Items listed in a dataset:
——————
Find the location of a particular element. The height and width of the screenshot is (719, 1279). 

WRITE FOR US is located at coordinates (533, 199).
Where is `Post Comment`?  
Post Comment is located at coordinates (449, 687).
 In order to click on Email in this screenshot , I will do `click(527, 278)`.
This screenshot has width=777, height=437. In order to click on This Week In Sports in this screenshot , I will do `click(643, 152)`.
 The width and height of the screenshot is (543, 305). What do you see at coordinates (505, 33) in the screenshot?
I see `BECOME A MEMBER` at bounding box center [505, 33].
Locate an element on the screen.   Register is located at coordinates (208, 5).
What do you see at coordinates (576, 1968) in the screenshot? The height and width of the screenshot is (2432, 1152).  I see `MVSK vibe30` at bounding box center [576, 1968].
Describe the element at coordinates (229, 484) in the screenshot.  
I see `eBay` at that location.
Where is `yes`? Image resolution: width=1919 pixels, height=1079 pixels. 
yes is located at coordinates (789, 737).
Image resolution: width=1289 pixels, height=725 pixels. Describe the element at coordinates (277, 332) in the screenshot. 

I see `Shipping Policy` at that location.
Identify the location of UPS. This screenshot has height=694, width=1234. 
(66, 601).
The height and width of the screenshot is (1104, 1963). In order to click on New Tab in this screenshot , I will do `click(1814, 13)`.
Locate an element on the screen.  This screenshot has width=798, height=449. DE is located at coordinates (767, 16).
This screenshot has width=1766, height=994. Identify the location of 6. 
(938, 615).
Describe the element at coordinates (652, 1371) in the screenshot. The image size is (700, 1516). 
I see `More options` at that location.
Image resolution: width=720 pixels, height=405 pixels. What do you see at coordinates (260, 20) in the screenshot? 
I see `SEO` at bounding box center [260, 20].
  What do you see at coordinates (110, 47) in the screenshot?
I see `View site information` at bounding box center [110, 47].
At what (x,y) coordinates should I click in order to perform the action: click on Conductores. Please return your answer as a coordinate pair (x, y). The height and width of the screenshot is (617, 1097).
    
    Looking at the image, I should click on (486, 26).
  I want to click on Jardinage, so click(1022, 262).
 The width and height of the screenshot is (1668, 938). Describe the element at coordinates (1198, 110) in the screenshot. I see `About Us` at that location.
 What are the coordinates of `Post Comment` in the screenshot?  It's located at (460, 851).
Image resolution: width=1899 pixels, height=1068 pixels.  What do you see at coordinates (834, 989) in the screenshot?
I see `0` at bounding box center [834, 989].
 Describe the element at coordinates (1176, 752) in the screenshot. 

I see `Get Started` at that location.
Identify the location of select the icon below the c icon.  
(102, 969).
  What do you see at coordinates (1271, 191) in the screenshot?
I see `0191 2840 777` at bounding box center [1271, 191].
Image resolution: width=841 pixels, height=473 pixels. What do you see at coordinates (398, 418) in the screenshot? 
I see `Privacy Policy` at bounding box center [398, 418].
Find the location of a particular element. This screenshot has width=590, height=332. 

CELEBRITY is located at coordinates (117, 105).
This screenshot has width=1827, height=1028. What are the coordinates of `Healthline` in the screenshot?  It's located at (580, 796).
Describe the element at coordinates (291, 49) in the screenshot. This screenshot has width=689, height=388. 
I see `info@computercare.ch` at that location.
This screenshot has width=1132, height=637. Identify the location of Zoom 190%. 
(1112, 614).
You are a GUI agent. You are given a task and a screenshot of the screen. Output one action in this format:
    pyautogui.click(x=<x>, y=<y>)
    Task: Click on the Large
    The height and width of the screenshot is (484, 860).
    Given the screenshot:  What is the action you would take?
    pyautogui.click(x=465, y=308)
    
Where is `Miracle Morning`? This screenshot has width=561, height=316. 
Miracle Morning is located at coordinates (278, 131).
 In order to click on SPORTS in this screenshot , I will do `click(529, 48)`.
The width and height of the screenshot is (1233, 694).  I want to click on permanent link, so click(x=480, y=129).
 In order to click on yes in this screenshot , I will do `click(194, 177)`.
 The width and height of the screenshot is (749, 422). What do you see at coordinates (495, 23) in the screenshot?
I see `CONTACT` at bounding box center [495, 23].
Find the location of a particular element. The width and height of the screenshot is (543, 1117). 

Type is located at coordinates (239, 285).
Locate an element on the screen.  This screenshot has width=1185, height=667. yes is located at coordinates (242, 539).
——————
__EXERCISE__:
After the last line, print all the entries once again, unchanged.

__RESULT OF THIS EXERCISE__:
Find the location of a particular element. The height and width of the screenshot is (719, 1279). 

WRITE FOR US is located at coordinates (533, 199).
Where is `Post Comment`?  
Post Comment is located at coordinates (449, 687).
 In order to click on Email in this screenshot , I will do `click(527, 278)`.
This screenshot has width=777, height=437. In order to click on This Week In Sports in this screenshot , I will do `click(643, 152)`.
 The width and height of the screenshot is (543, 305). What do you see at coordinates (505, 33) in the screenshot?
I see `BECOME A MEMBER` at bounding box center [505, 33].
Locate an element on the screen.   Register is located at coordinates (208, 5).
What do you see at coordinates (576, 1968) in the screenshot? The height and width of the screenshot is (2432, 1152).  I see `MVSK vibe30` at bounding box center [576, 1968].
Describe the element at coordinates (229, 484) in the screenshot.  
I see `eBay` at that location.
Where is `yes`? Image resolution: width=1919 pixels, height=1079 pixels. 
yes is located at coordinates (789, 737).
Image resolution: width=1289 pixels, height=725 pixels. Describe the element at coordinates (277, 332) in the screenshot. 

I see `Shipping Policy` at that location.
Identify the location of UPS. This screenshot has height=694, width=1234. 
(66, 601).
The height and width of the screenshot is (1104, 1963). In order to click on New Tab in this screenshot , I will do `click(1814, 13)`.
Locate an element on the screen.  This screenshot has width=798, height=449. DE is located at coordinates (767, 16).
This screenshot has width=1766, height=994. Identify the location of 6. 
(938, 615).
Describe the element at coordinates (652, 1371) in the screenshot. The image size is (700, 1516). 
I see `More options` at that location.
Image resolution: width=720 pixels, height=405 pixels. What do you see at coordinates (260, 20) in the screenshot? 
I see `SEO` at bounding box center [260, 20].
  What do you see at coordinates (110, 47) in the screenshot?
I see `View site information` at bounding box center [110, 47].
At what (x,y) coordinates should I click in order to perform the action: click on Conductores. Please return your answer as a coordinate pair (x, y). The height and width of the screenshot is (617, 1097).
    
    Looking at the image, I should click on (486, 26).
  I want to click on Jardinage, so click(1022, 262).
 The width and height of the screenshot is (1668, 938). Describe the element at coordinates (1198, 110) in the screenshot. I see `About Us` at that location.
 What are the coordinates of `Post Comment` in the screenshot?  It's located at (460, 851).
Image resolution: width=1899 pixels, height=1068 pixels.  What do you see at coordinates (834, 989) in the screenshot?
I see `0` at bounding box center [834, 989].
 Describe the element at coordinates (1176, 752) in the screenshot. 

I see `Get Started` at that location.
Identify the location of select the icon below the c icon.  
(102, 969).
  What do you see at coordinates (1271, 191) in the screenshot?
I see `0191 2840 777` at bounding box center [1271, 191].
Image resolution: width=841 pixels, height=473 pixels. What do you see at coordinates (398, 418) in the screenshot? 
I see `Privacy Policy` at bounding box center [398, 418].
Find the location of a particular element. This screenshot has width=590, height=332. 

CELEBRITY is located at coordinates (117, 105).
This screenshot has width=1827, height=1028. What are the coordinates of `Healthline` in the screenshot?  It's located at (580, 796).
Describe the element at coordinates (291, 49) in the screenshot. This screenshot has width=689, height=388. 
I see `info@computercare.ch` at that location.
This screenshot has width=1132, height=637. Identify the location of Zoom 190%. 
(1112, 614).
You are a GUI agent. You are given a task and a screenshot of the screen. Output one action in this format:
    pyautogui.click(x=<x>, y=<y>)
    Task: Click on the Large
    The height and width of the screenshot is (484, 860).
    Given the screenshot:  What is the action you would take?
    pyautogui.click(x=465, y=308)
    
Where is `Miracle Morning`? This screenshot has width=561, height=316. 
Miracle Morning is located at coordinates (278, 131).
 In order to click on SPORTS in this screenshot , I will do `click(529, 48)`.
The width and height of the screenshot is (1233, 694).  I want to click on permanent link, so click(x=480, y=129).
 In order to click on yes in this screenshot , I will do `click(194, 177)`.
 The width and height of the screenshot is (749, 422). What do you see at coordinates (495, 23) in the screenshot?
I see `CONTACT` at bounding box center [495, 23].
Find the location of a particular element. The width and height of the screenshot is (543, 1117). 

Type is located at coordinates (239, 285).
Locate an element on the screen.  This screenshot has width=1185, height=667. yes is located at coordinates (242, 539).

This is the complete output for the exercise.